Kinematic Sequence Visualisation
The kinematic chain — the sequence in which your body segments accelerate and decelerate during a stroke — is the foundation of efficient power generation in tennis. We now display this as an interactive visualisation that shows the acceleration timeline of your hips, shoulders, elbow and wrist throughout each stroke. You can see at a glance whether your kinetic chain fires in the correct sequence (hips first, then shoulders, then arm, then wrist) and whether there are any segments that fire too early, too late, or not at all.
This is a metric that was previously only available through expensive biomechanics lab testing. Making it available from a standard smartphone video is one of the things we are most proud of in this update.
Ball Statistics
For strokes where the ball is visible, we now estimate incoming ball speed and post-contact ball speed. These statistics give you a clearer picture of how effectively you are transferring energy through the stroke — which is ultimately what determines how fast, accurate and consistent your shots are in a match context.
Smarter AI Coaching Chat
The AI coaching chat has been part of OnCourtAI since early 2026, and it has always been one of the most popular features on the platform. Players use it to ask follow-up questions about their analysis, get drill suggestions, understand what their scores mean and plan their practice sessions. In June, we upgraded the underlying language model to a significantly more capable version — and the difference in the quality of coaching conversations is immediately noticeable.

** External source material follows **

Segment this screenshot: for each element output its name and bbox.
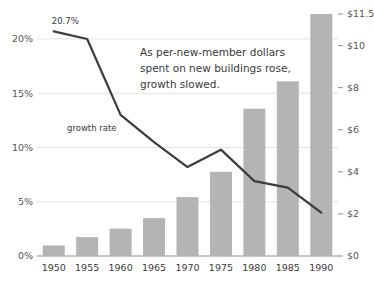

Deeper Understanding of Your Data
The new model does not just access your scores — it understands the relationships between them. If your contact point score is low and your preparation score is also below average, the AI now recognises that these are likely connected (late preparation leads to a rushed swing and a late contact point) and addresses the root cause rather than treating them as two separate issues. This kind of causal reasoning makes the coaching advice substantially more useful because it prioritises the changes that will have the biggest cascading effect on your game.
More Specific Drill Recommendations
The upgraded model generates drill recommendations that are more precisely targeted to your specific weaknesses and more clearly described. Instead of generic instructions, you get drills with specific ball feeds, specific footwork patterns and specific focus points that directly address the biomechanical issue the AI identified. Many players have told us that these drill recommendations are now comparable to what they would receive from a private coaching session.

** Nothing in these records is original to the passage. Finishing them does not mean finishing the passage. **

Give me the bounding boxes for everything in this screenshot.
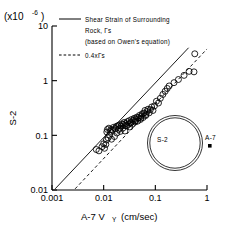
x-axis-units: (cm/sec) <box>121 211 157 222</box>
y-tick-label: 1 <box>43 76 48 86</box>
data-point-marker <box>171 80 177 86</box>
x-tick-label: 0.01 <box>95 193 113 203</box>
marker-legend-outer-circle <box>148 116 203 171</box>
y-axis-ticks <box>52 26 57 190</box>
marker-legend-filled-square <box>208 144 212 148</box>
y-multiplier-exponent: -6 <box>32 9 38 16</box>
chart-legend: Shear Strain of Surrounding Rock, Γs (ba… <box>59 16 170 59</box>
y-axis-tick-labels: 1010.10.01 <box>30 21 48 195</box>
marker-legend-label-s2: S-2 <box>157 136 168 143</box>
x-tick-label: 1 <box>204 193 209 203</box>
axes-frame <box>52 26 207 190</box>
legend-solid-label-line1: Shear Strain of Surrounding <box>85 16 170 24</box>
marker-legend: S-2 A-7 <box>148 116 217 171</box>
marker-legend-label-a7: A-7 <box>205 134 216 141</box>
x-axis-tick-labels: 0.0010.010.11 <box>41 193 210 203</box>
legend-solid-label-line2: Rock, Γs <box>85 27 111 34</box>
x-axis-title-subscript: Y <box>112 216 117 223</box>
marker-legend-inner-circle <box>150 118 200 168</box>
y-multiplier-close: ) <box>41 11 44 22</box>
y-multiplier-open: (x10 <box>4 11 24 22</box>
chart-figure: 1010.10.01 0.0010.010.11 (x10 -6 ) S-2 A… <box>0 0 225 226</box>
x-tick-label: 0.001 <box>41 193 64 203</box>
scatter-plot-svg: 1010.10.01 0.0010.010.11 (x10 -6 ) S-2 A… <box>0 0 225 226</box>
legend-dashed-label: 0.4xΓs <box>85 52 105 59</box>
x-tick-label: 0.1 <box>149 193 162 203</box>
data-point-marker <box>175 77 181 83</box>
x-axis-title: A-7 V <box>81 211 105 222</box>
y-axis-title: S-2 <box>7 111 18 126</box>
y-axis-multiplier-note: (x10 -6 ) <box>4 9 44 22</box>
x-axis-ticks <box>52 185 207 190</box>
data-points <box>93 51 197 154</box>
data-point-marker <box>192 51 198 57</box>
x-axis-title-group: A-7 V Y (cm/sec) <box>81 211 157 223</box>
y-tick-label: 10 <box>38 21 48 31</box>
y-tick-label: 0.1 <box>35 131 48 141</box>
legend-solid-label-line3: (based on Owen's equation) <box>85 38 170 46</box>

Conversational Memory Within Sessions
The AI coach now maintains better context throughout a conversation. If you ask about your forehand contact point, then follow up with "what about on the backhand?", the model understands the context and gives you a comparative answer rather than starting from scratch. This makes the coaching conversation more natural and more efficient — closer to the kind of back-and-forth you would have with a real coach who has just watched you play.
What Is Coming Next
These updates are not the finish line — they are the foundation for what comes next. We are actively working on real-time analysis feedback (processing your video while you are still on court), expanded stroke type coverage, and deeper integration between the AI coaching chat and your historical progress data so the coach can track your improvement over time and adjust its recommendations accordingly.
If you have not tried OnCourtAI recently, now is the perfect time. The platform is significantly more capable than it was even three months ago. Upload a session at oncourtai.co.uk/mobile-app and experience the difference for yourself.